Season 2 was good, but I didn't understand why they kept the drug dealers plot on ice. It seemed like filler.

By season 3 it turned into every other TV show where characters are just tools used to express a story rather real people.

I stopped watching a few episodes into season 4 because I couldn't be bothered to care.

I would understand the heaps of praise The Wire gets if it were limited to season 1 (maybe 2 as well), but the reset doesn't seem that good.

3 comments

Season 4 is arguably the best bit of television drama, ever - it’s a masterpiece.
Agreed, 4 is my favorite. Then maybe 2,1,3,5. Enormous fan here
I get the argument that good tv/literature/whatever shouldn't need to be explained, but I think the Wire really benefits from reading a lot of serious criticism alongside watching. There were a ton of details and ideas and motifs that just flew over my head, but upon some reading and a second watching… well I started out loving The Wire, but the second time I loved The Wire. Even seasons 3 and 4. (not 5, at least I understand what they were trying to do)
do you have good pointers?
It’s been a couple years so would take a while to dig it up, but the New Yorker feature on Simon would be a fine place to start https://www.newyorker.com/magazine/2007/10/22/stealing-life

But maybe instead I can give you an example of a thing that I hadn’t noticed, but once pointed out, became my favorite thing about the show: the first scene of the first episode of each season is an encapsulation of that whole season’s theme.

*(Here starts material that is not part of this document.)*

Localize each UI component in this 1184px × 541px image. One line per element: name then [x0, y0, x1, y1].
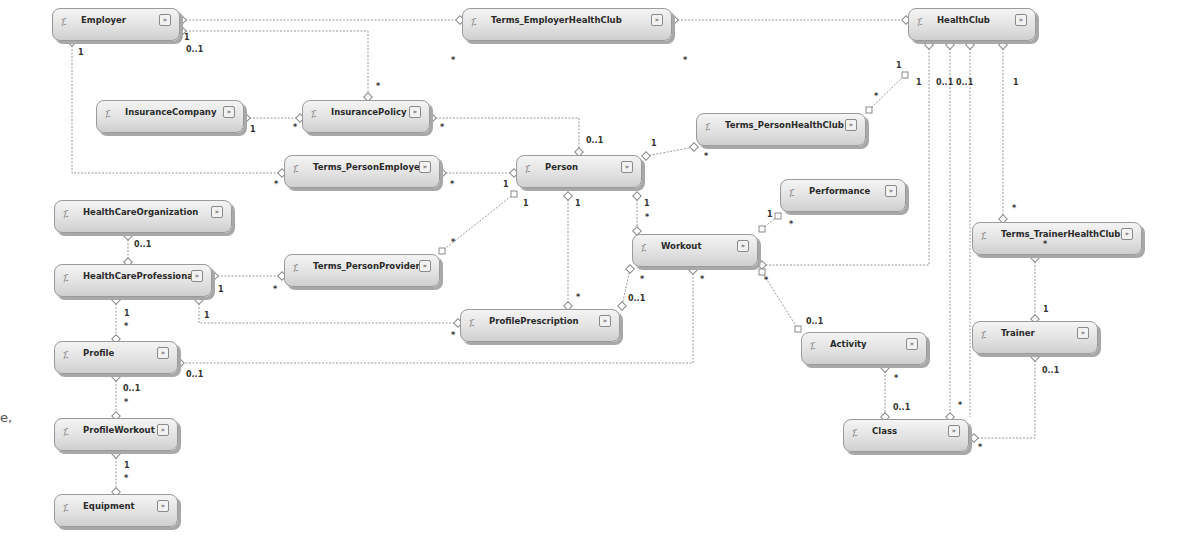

(Spoiler) in the first scene of the whole series, McNulty is asking a street kid about another kid, “Snot Boogie,” who had gotten gunned down. The kid explains that their friends had an ongoing dice game, and sometimes Snot would try to steal the money that was on the table. They would chase him down and beat him and go back to the game, and the next night Snot would just do it again. McNulty is incredulous, “if he always tries to steal, why do you let him play? If you keep beating him up, why does he come back?” “You’ve got to let him play. This is America.”

It’s easy to draw the parallel between Snot and the various players of the drug trade, who all play the game, some working their way higher up the ranks than others, but inevitably being beaten down, but they keep playing because it’s the only game in town. But that’s also the cops. Half of the are crooked and the there’s no “exit” and they’re fighting a war that can’t be won. Everyone in this game is Snot Boogie.

The set-up for the second season is even better, and the scene with Snoop and that nailgun... god

I’m going to give the series another watch alongside this podcast that goes through the episodes one at a time. Haven’t listened yet so I can’t vouch, but I’m intrigued. https://overcast.fm/+Zg-euhrSU

It may be that your opinion would change if you pushed through to the end. I liked it the entire way through, but I think it took finishing the final season for me to realize how masterful it all truly was.